One of the world's top skeleton sliders since 1997, Jim Shea has won three medals at the World Championships, including gold at the 1999 worlds in Altenberg, Germany, becoming the first American to win a skeleton world title.

He also was the first American to win a World Cup event, also in Altenberg in 1998. Shea won one World Cup event during the 2000-2001 season and placed third in the standings behind teammate Lincoln DeWitt and Kazuhiro Koshi of Japan. In addition to the 1999 gold medal, Shea won a bronze at the 2000 World Championships in Igls, Austria and a silver medal at the 1997 worlds at his home track in Lake Placid, New York. He also won the skeleton gold medal at the inaugural Winter Goodwill Games in 2000, also held in Lake Placid.

Shea's first love was hockey. He attended every hockey games at the 1980 Games in Lake Placid, including the U.S. Shea tried bobsled and luge before attempting skeleton. Within five years, he was a world champion. The Sheas are the first American family to send three generations to the Winter Olympics.

Seventy years after his grandfather, Jack Shea, won two Olympic gold medals in speed skating, American skeleton slider Jim Shea, Jr., added other gold medal to the family’s collection when he claimed first place in his event at the 2002 Winter Olympics in Salt Lake City, Utah.

Despite trailing defending world champion Martin Rettl of Austria during most of his final heat, Shea sped down the skeleton track at 126.6 km/hr (78.7 mph) to finish with a time of 1 min 41.96 sec—edging Rettl by a razor-thin 0.05-sec margin.

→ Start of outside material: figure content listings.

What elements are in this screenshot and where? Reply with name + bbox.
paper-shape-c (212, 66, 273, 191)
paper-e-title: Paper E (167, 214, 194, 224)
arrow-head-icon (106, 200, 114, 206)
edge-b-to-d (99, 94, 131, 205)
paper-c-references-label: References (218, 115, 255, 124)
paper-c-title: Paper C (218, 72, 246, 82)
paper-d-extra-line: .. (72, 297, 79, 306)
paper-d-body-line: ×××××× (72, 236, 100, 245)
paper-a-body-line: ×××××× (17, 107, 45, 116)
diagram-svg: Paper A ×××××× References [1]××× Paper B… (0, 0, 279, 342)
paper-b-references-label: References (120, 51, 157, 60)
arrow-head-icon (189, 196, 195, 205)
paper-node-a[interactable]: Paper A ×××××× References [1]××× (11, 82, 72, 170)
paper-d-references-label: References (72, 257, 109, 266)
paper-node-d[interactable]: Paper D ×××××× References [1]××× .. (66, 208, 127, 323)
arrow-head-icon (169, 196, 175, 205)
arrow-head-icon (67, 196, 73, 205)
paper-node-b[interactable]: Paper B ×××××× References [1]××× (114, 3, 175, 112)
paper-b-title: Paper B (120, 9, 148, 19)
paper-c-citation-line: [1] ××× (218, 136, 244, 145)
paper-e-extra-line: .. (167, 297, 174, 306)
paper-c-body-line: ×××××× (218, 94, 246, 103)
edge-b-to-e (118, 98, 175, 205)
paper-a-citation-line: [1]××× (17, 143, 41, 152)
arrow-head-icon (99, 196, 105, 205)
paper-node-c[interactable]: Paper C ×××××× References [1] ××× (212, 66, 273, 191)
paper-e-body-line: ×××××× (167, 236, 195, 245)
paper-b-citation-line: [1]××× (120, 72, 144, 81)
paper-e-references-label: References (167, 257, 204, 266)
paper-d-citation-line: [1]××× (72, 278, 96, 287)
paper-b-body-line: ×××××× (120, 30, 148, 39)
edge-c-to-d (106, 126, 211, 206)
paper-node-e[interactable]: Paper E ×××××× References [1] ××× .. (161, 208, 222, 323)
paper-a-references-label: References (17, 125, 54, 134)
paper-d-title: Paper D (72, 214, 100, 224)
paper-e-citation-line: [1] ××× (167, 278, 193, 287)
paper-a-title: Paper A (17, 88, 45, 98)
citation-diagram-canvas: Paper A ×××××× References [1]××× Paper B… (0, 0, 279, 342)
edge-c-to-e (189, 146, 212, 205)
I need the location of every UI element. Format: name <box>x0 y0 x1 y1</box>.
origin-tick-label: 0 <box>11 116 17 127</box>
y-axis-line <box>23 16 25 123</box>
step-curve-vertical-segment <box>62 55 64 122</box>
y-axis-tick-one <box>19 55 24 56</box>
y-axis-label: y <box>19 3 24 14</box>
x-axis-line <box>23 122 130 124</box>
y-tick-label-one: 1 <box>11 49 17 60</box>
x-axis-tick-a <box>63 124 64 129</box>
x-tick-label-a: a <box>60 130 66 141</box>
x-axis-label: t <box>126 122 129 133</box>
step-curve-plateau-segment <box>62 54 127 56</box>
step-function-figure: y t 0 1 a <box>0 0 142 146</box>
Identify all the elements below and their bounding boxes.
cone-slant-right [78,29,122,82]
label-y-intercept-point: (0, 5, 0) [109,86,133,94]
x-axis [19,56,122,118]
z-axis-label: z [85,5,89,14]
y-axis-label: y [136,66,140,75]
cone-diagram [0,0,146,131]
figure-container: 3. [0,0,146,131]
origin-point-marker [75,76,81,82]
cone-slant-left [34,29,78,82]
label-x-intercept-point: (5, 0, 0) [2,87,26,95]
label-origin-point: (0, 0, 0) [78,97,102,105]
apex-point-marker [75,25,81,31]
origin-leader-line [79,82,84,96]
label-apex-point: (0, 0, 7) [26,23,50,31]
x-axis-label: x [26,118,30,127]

Shea was born on June 10, 1968, in Hartford, Conn. His grandfather had become the first double gold medalist in the Winter Olympics when he won the 500- and 1,500-m speed-skating races at the 1932 Games in Lake Placid, N.Y. His father, Jim, Sr., was also an Olympic athlete, having competed in Nordic combined and cross-country skiing at the 1964 Winter Games in Innsbruck, Austria. By 1995 Shea had joined the U.S. national skeleton team. Skeleton sledding had returned as an Olympic event in 2002 after a 54-year hiatus, thanks in part to international lobbying by Shea on the sport's behalf.